By CandH’s top blogger Allen Cummings
Not the result David Moyes as West Ham manager or the rest of us as supporters were all hoping for last Sunday – and maybe the best thing to do is quickly move on.
The next game and a ‘bounce back’ against Manchester United is the most important item on the agenda now.
However a last look back – and a wider view of Sunday’s 90 minutes – maybe offers a different perspective and a more refreshing view of the present situation in our domestic football.
Recent events surrounding the Premier League and their part in the numerous contentious postponements has left many of us angry and resentful.
Their apparent readiness to call off, and the dubious reasons behind clubs’ applications for those postponements, has left a bitter taste in mouths up and down the country and, in the view of some, damaged the league’s integrity.
Sunday’s game saw David Moyes and Marcelo Bielsa field two teams who could both justifiably claim to have been disadvantage by events beyond their control.
Moyes, despite a horrendous fixture list through December and over the holiday period, had been instructed to play mid-week, while Bielsa’s side, despite enjoying a free week following our cup game against them the previous Sunday, continued to be ravaged by injuries, with the manager forced to include several youngsters in his starting 11 and full playing squad.

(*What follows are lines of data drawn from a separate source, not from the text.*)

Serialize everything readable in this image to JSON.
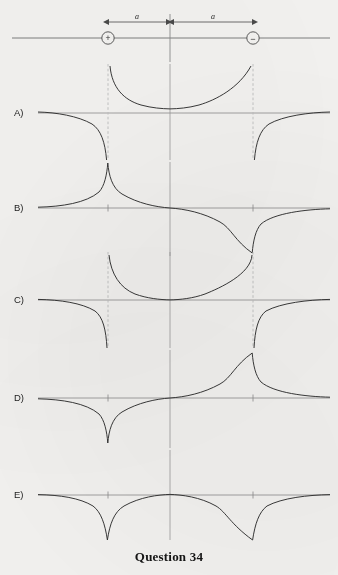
{
  "figure": {
    "caption": "Question 34",
    "background_color": "#f3f2f0",
    "line_color": "#4a4a4a",
    "curve_color": "#2e2e2e",
    "dashed_color": "#b3b3b3",
    "axis_color": "#8a8a8a",
    "label_color": "#1d1d1d"
  },
  "setup": {
    "name": "electric-dipole-axis",
    "positive_charge_symbol": "+",
    "negative_charge_symbol": "−",
    "positive_charge_x": 108,
    "negative_charge_x": 253,
    "center_x": 170,
    "axis_y": 38,
    "left_distance_label": "a",
    "right_distance_label": "a",
    "axis_start_x": 12,
    "axis_end_x": 330
  },
  "options": [
    {
      "id": "A",
      "label": "A)",
      "baseline_y": 113,
      "description": "Positive U-shaped branch between the charges rising to plus infinity at both charge positions; outside branches fall to minus infinity at the charges and approach zero far away.",
      "dashed_asymptotes": true,
      "inner_sign": "positive",
      "outer_sign": "negative"
    },
    {
      "id": "B",
      "label": "B)",
      "baseline_y": 208,
      "description": "Plus infinity spike at the positive charge, smooth decrease crossing zero at the centre, minus infinity spike at the negative charge; tends to zero at both far ends.",
      "dashed_asymptotes": false,
      "inner_sign": "crossing",
      "outer_sign": "decaying"
    },
    {
      "id": "C",
      "label": "C)",
      "baseline_y": 300,
      "description": "Positive U-shaped branch between the charges with a deeper minimum at the centre, rising to plus infinity at both charges; outer branches fall steeply to minus infinity.",
      "dashed_asymptotes": true,
      "inner_sign": "positive",
      "outer_sign": "negative"
    },
    {
      "id": "D",
      "label": "D)",
      "baseline_y": 398,
      "description": "Minus infinity spike at the positive charge, rising through zero at the centre to a plus infinity spike at the negative charge; tends to zero at both far ends.",
      "dashed_asymptotes": false,
      "inner_sign": "crossing-inverted",
      "outer_sign": "decaying"
    },
    {
      "id": "E",
      "label": "E)",
      "baseline_y": 495,
      "description": "Curve lies entirely below the axis, dipping to minus infinity at both charge positions and returning toward zero between and outside them.",
      "dashed_asymptotes": false,
      "inner_sign": "negative",
      "outer_sign": "negative"
    }
  ]
}
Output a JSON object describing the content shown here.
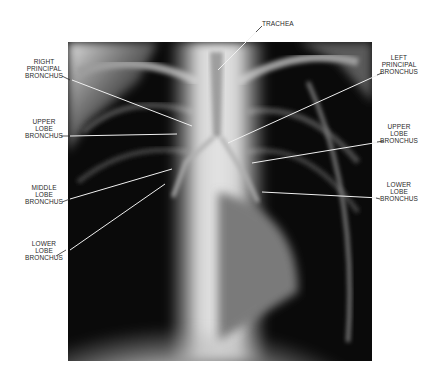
{
  "figure": {
    "labels": {
      "trachea": "TRACHEA",
      "right_principal_bronchus": "RIGHT\nPRINCIPAL\nBRONCHUS",
      "right_upper_lobe_bronchus": "UPPER\nLOBE\nBRONCHUS",
      "middle_lobe_bronchus": "MIDDLE\nLOBE\nBRONCHUS",
      "right_lower_lobe_bronchus": "LOWER\nLOBE\nBRONCHUS",
      "left_principal_bronchus": "LEFT\nPRINCIPAL\nBRONCHUS",
      "left_upper_lobe_bronchus": "UPPER\nLOBE\nBRONCHUS",
      "left_lower_lobe_bronchus": "LOWER\nLOBE\nBRONCHUS"
    },
    "colors": {
      "background": "#ffffff",
      "film_dark": "#0a0a0a",
      "bone_light": "#e6e6e6",
      "label_text": "#2a2a2a",
      "leader_line": "#f0f0f0"
    }
  }
}
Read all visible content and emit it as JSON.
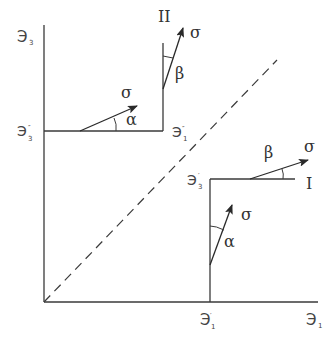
{
  "diagram": {
    "axes": {
      "y_label": "Э",
      "y_sub": "3",
      "x_label": "Э",
      "x_sub": "1"
    },
    "panel_ii": {
      "roman": "II",
      "corner_label": "Э",
      "corner_sub": "1",
      "corner_prime": "″",
      "axis_label": "Э",
      "axis_sub": "3",
      "axis_prime": "″",
      "vector_vertical": {
        "label": "σ",
        "angle": "β"
      },
      "vector_horizontal": {
        "label": "σ",
        "angle": "α"
      }
    },
    "panel_i": {
      "roman": "I",
      "corner_label": "Э",
      "corner_sub": "3",
      "corner_prime": "′",
      "axis_label": "Э",
      "axis_sub": "1",
      "axis_prime": "′",
      "vector_vertical": {
        "label": "σ",
        "angle": "α"
      },
      "vector_horizontal": {
        "label": "σ",
        "angle": "β"
      }
    },
    "colors": {
      "line": "#3a3a3a",
      "text": "#333333",
      "background": "#ffffff"
    }
  }
}
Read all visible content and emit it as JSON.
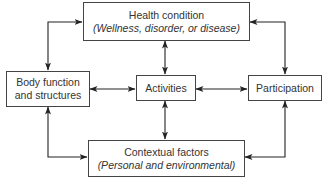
{
  "diagram": {
    "nodes": {
      "health": {
        "title": "Health condition",
        "subtitle": "(Wellness, disorder, or disease)"
      },
      "body": {
        "line1": "Body function",
        "line2": "and structures"
      },
      "activities": {
        "title": "Activities"
      },
      "participation": {
        "title": "Participation"
      },
      "contextual": {
        "title": "Contextual factors",
        "subtitle": "(Personal and environmental)"
      }
    },
    "edges": [
      {
        "from": "health",
        "to": "body",
        "type": "bidirectional"
      },
      {
        "from": "health",
        "to": "activities",
        "type": "bidirectional"
      },
      {
        "from": "health",
        "to": "participation",
        "type": "bidirectional"
      },
      {
        "from": "body",
        "to": "activities",
        "type": "bidirectional"
      },
      {
        "from": "activities",
        "to": "participation",
        "type": "bidirectional"
      },
      {
        "from": "body",
        "to": "contextual",
        "type": "bidirectional"
      },
      {
        "from": "activities",
        "to": "contextual",
        "type": "bidirectional"
      },
      {
        "from": "participation",
        "to": "contextual",
        "type": "bidirectional"
      }
    ],
    "colors": {
      "line": "#222222",
      "border": "#444444",
      "background": "#ffffff"
    }
  }
}
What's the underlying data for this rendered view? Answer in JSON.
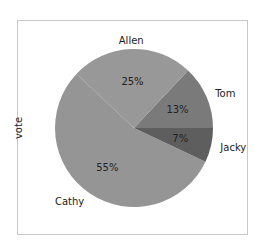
{
  "chart_data": {
    "type": "pie",
    "title": "",
    "ylabel": "vote",
    "xlabel": "",
    "start_angle_deg": 0,
    "direction": "counterclockwise",
    "slices": [
      {
        "label": "Tom",
        "value": 13,
        "pct_label": "13%",
        "color": "#7a7a7a"
      },
      {
        "label": "Allen",
        "value": 25,
        "pct_label": "25%",
        "color": "#989898"
      },
      {
        "label": "Cathy",
        "value": 55,
        "pct_label": "55%",
        "color": "#959595"
      },
      {
        "label": "Jacky",
        "value": 7,
        "pct_label": "7%",
        "color": "#5e5e5e"
      }
    ],
    "legend": "none"
  }
}
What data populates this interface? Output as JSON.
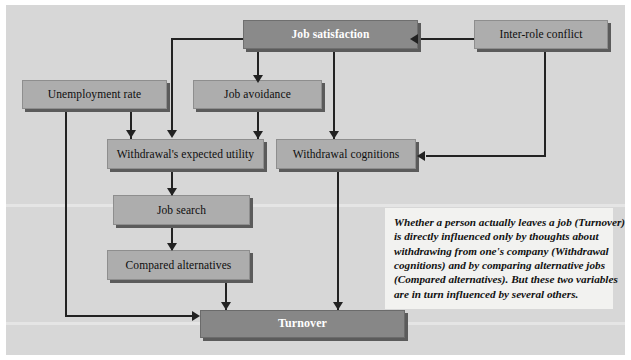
{
  "figure": {
    "background_color": "#d7d7d7",
    "connector_color": "#222222"
  },
  "nodes": [
    {
      "id": "job-satisfaction",
      "label": "Job satisfaction",
      "style": "dark"
    },
    {
      "id": "inter-role-conflict",
      "label": "Inter-role conflict",
      "style": "light"
    },
    {
      "id": "unemployment-rate",
      "label": "Unemployment rate",
      "style": "light"
    },
    {
      "id": "job-avoidance",
      "label": "Job avoidance",
      "style": "light"
    },
    {
      "id": "withdrawal-utility",
      "label": "Withdrawal's expected utility",
      "style": "light"
    },
    {
      "id": "withdrawal-cognitions",
      "label": "Withdrawal cognitions",
      "style": "light"
    },
    {
      "id": "job-search",
      "label": "Job search",
      "style": "light"
    },
    {
      "id": "compared-alternatives",
      "label": "Compared alternatives",
      "style": "light"
    },
    {
      "id": "turnover",
      "label": "Turnover",
      "style": "darkest"
    }
  ],
  "caption": {
    "line1": "Whether a person actually leaves a job (Turnover)",
    "line2": "is directly influenced only by thoughts about",
    "line3": "withdrawing from one's company (Withdrawal",
    "line4": "cognitions) and by comparing alternative jobs",
    "line5": "(Compared alternatives). But these two variables",
    "line6": "are in turn influenced by several others."
  }
}
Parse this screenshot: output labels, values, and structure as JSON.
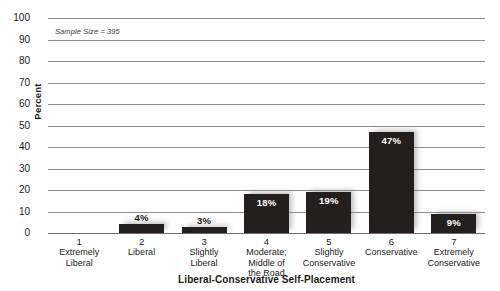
{
  "chart_data": {
    "type": "bar",
    "title": "",
    "xlabel": "Liberal-Conservative Self-Placement",
    "ylabel": "Percent",
    "ylim": [
      0,
      100
    ],
    "yticks": [
      100,
      90,
      80,
      70,
      60,
      50,
      40,
      30,
      20,
      10,
      0
    ],
    "grid": true,
    "legend": false,
    "annotation": "Sample Size = 395",
    "bar_color": "#231f1e",
    "categories": [
      "1 Extremely Liberal",
      "2 Liberal",
      "3 Slightly Liberal",
      "4 Moderate; Middle of the Road",
      "5 Slightly Conservative",
      "6 Conservative",
      "7 Extremely Conservative"
    ],
    "values": [
      0,
      4,
      3,
      18,
      19,
      47,
      9
    ],
    "bars": [
      {
        "num": "1",
        "lines": [
          "Extremely",
          "Liberal"
        ],
        "value": 0,
        "label": "",
        "label_pos": "none"
      },
      {
        "num": "2",
        "lines": [
          "Liberal"
        ],
        "value": 4,
        "label": "4%",
        "label_pos": "outside"
      },
      {
        "num": "3",
        "lines": [
          "Slightly",
          "Liberal"
        ],
        "value": 3,
        "label": "3%",
        "label_pos": "outside"
      },
      {
        "num": "4",
        "lines": [
          "Moderate;",
          "Middle of",
          "the Road"
        ],
        "value": 18,
        "label": "18%",
        "label_pos": "inside"
      },
      {
        "num": "5",
        "lines": [
          "Slightly",
          "Conservative"
        ],
        "value": 19,
        "label": "19%",
        "label_pos": "inside"
      },
      {
        "num": "6",
        "lines": [
          "Conservative"
        ],
        "value": 47,
        "label": "47%",
        "label_pos": "inside"
      },
      {
        "num": "7",
        "lines": [
          "Extremely",
          "Conservative"
        ],
        "value": 9,
        "label": "9%",
        "label_pos": "inside"
      }
    ]
  }
}
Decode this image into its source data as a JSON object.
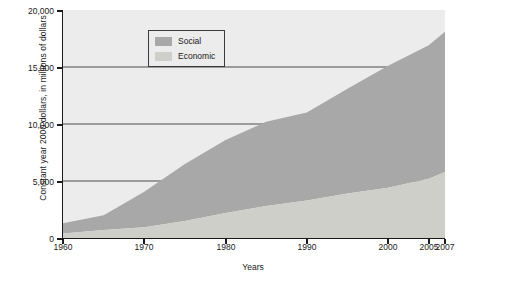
{
  "chart_data": {
    "type": "area",
    "title": "",
    "xlabel": "Years",
    "ylabel": "Constant year 2000 dollars, in millions of dollars",
    "x": [
      1960,
      1965,
      1970,
      1975,
      1980,
      1985,
      1990,
      1995,
      2000,
      2005,
      2007
    ],
    "xlim": [
      1960,
      2007
    ],
    "ylim": [
      0,
      20000
    ],
    "yticks": [
      0,
      5000,
      10000,
      15000,
      20000
    ],
    "ytick_labels": [
      "0",
      "5,000",
      "10,000",
      "15,000",
      "20,000"
    ],
    "xticks": [
      1960,
      1970,
      1980,
      1990,
      2000,
      2005,
      2007
    ],
    "xtick_labels": [
      "1960",
      "1970",
      "1980",
      "1990",
      "2000",
      "2005",
      "2007"
    ],
    "grid": true,
    "stacked": true,
    "legend_position": "top-left",
    "series": [
      {
        "name": "Economic",
        "color": "#cfcfc9",
        "values": [
          400,
          700,
          950,
          1500,
          2200,
          2800,
          3300,
          3900,
          4400,
          5200,
          5800
        ]
      },
      {
        "name": "Social",
        "color": "#a8a8a8",
        "values": [
          900,
          1300,
          3100,
          5000,
          6400,
          7400,
          7700,
          9200,
          10700,
          11700,
          12300
        ]
      }
    ],
    "totals": [
      1300,
      2000,
      4050,
      6500,
      8600,
      10200,
      11000,
      13100,
      15100,
      16900,
      18100
    ],
    "plot_background": "#ececed",
    "axis_color": "#1a1a1a",
    "gridline_color": "#4a4a4a"
  },
  "legend": {
    "items": [
      {
        "label": "Social",
        "color": "#a8a8a8"
      },
      {
        "label": "Economic",
        "color": "#cfcfc9"
      }
    ]
  },
  "axes": {
    "y_title": "Constant year 2000 dollars, in millions of dollars",
    "x_title": "Years"
  }
}
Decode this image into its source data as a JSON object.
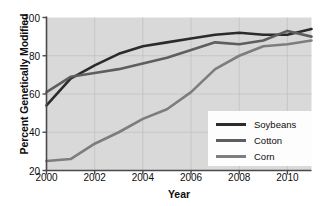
{
  "chart_data": {
    "type": "line",
    "title": "",
    "xlabel": "Year",
    "ylabel": "Percent Genetically Modified",
    "xlim": [
      2000,
      2011
    ],
    "ylim": [
      20,
      100
    ],
    "xticks": [
      "2000",
      "2002",
      "2004",
      "2006",
      "2008",
      "2010"
    ],
    "xtick_values": [
      2000,
      2002,
      2004,
      2006,
      2008,
      2010
    ],
    "yticks": [
      "20",
      "40",
      "60",
      "80",
      "100"
    ],
    "ytick_values": [
      20,
      40,
      60,
      80,
      100
    ],
    "grid": true,
    "legend_position": "lower right",
    "x": [
      2000,
      2001,
      2002,
      2003,
      2004,
      2005,
      2006,
      2007,
      2008,
      2009,
      2010,
      2011
    ],
    "series": [
      {
        "name": "Soybeans",
        "color": "#2b2b2b",
        "values": [
          54,
          68,
          75,
          81,
          85,
          87,
          89,
          91,
          92,
          91,
          91,
          94
        ]
      },
      {
        "name": "Cotton",
        "color": "#5e5e5e",
        "values": [
          61,
          69,
          71,
          73,
          76,
          79,
          83,
          87,
          86,
          88,
          93,
          90
        ]
      },
      {
        "name": "Corn",
        "color": "#7d7d7d",
        "values": [
          25,
          26,
          34,
          40,
          47,
          52,
          61,
          73,
          80,
          85,
          86,
          88
        ]
      }
    ]
  },
  "axes": {
    "background_color": "#d9d9d9",
    "frame_color": "#4a4a4a",
    "grid_color": "#c2c2c2"
  },
  "legend": {
    "entries": [
      {
        "label": "Soybeans",
        "color": "#2b2b2b"
      },
      {
        "label": "Cotton",
        "color": "#5e5e5e"
      },
      {
        "label": "Corn",
        "color": "#7d7d7d"
      }
    ]
  }
}
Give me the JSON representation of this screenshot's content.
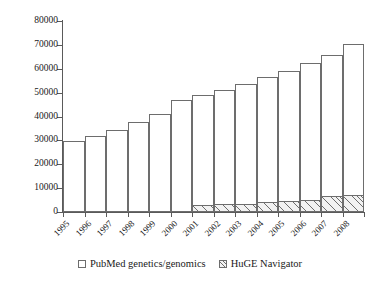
{
  "chart_data": {
    "type": "bar",
    "title": "",
    "subtitle": "",
    "xlabel": "",
    "ylabel": "",
    "stacked": true,
    "grid": false,
    "legend_position": "bottom",
    "ylim": [
      0,
      80000
    ],
    "ytick_labels": [
      "0",
      "10000",
      "20000",
      "30000",
      "40000",
      "50000",
      "60000",
      "70000",
      "80000"
    ],
    "ytick_values": [
      0,
      10000,
      20000,
      30000,
      40000,
      50000,
      60000,
      70000,
      80000
    ],
    "categories": [
      "1995",
      "1996",
      "1997",
      "1998",
      "1999",
      "2000",
      "2001",
      "2002",
      "2003",
      "2004",
      "2005",
      "2006",
      "2007",
      "2008"
    ],
    "series": [
      {
        "name": "PubMed genetics/genomics",
        "fill": "#ffffff",
        "pattern": "none",
        "values": [
          29700,
          32000,
          34300,
          37600,
          41000,
          46800,
          49000,
          51000,
          53500,
          56500,
          59000,
          62500,
          65800,
          70500
        ]
      },
      {
        "name": "HuGE Navigator",
        "fill": "#f2f2f2",
        "pattern": "diagonal-hatch",
        "values": [
          0,
          0,
          0,
          0,
          0,
          0,
          2900,
          3300,
          3500,
          4100,
          4500,
          5000,
          6800,
          7300
        ]
      }
    ]
  },
  "axes": {
    "line_color": "#5a5a5a"
  },
  "legend": {
    "entries": [
      {
        "label": "PubMed genetics/genomics",
        "swatch": "empty-square"
      },
      {
        "label": "HuGE Navigator",
        "swatch": "hatched-square"
      }
    ]
  }
}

The result, as we all witnessed, was a pulsating game of football that made great viewing for Leeds fans and enthralling viewing for all the neutrals tuned in to Sky Sports coverage.
The broadcaster had been greatly put out by yet another postponement – that of the north London derby between Spurs and Arsenal – a game they had been flagging-up all week. It left them with just one game to cover, our encounter at the London Stadium.
They got lucky with a five goal thriller full of end-to-end action, a double fight-back by the Hammers, a match-winning hat-trick from Jack Harrison and a last-gasp miss that few could actually believe.
Sky pundits Gary Neville and Jamie Carragher have been vocal and highly critical of the Premier League over the numerous postponements, claiming teams should be forced to go with what they have in their squad – irrespective of injury, absenteeism or fatigue.
West Ham and Leeds United produced a spectacle to back-up that claim. Both teams and both managers should stand up and rightly take a bow.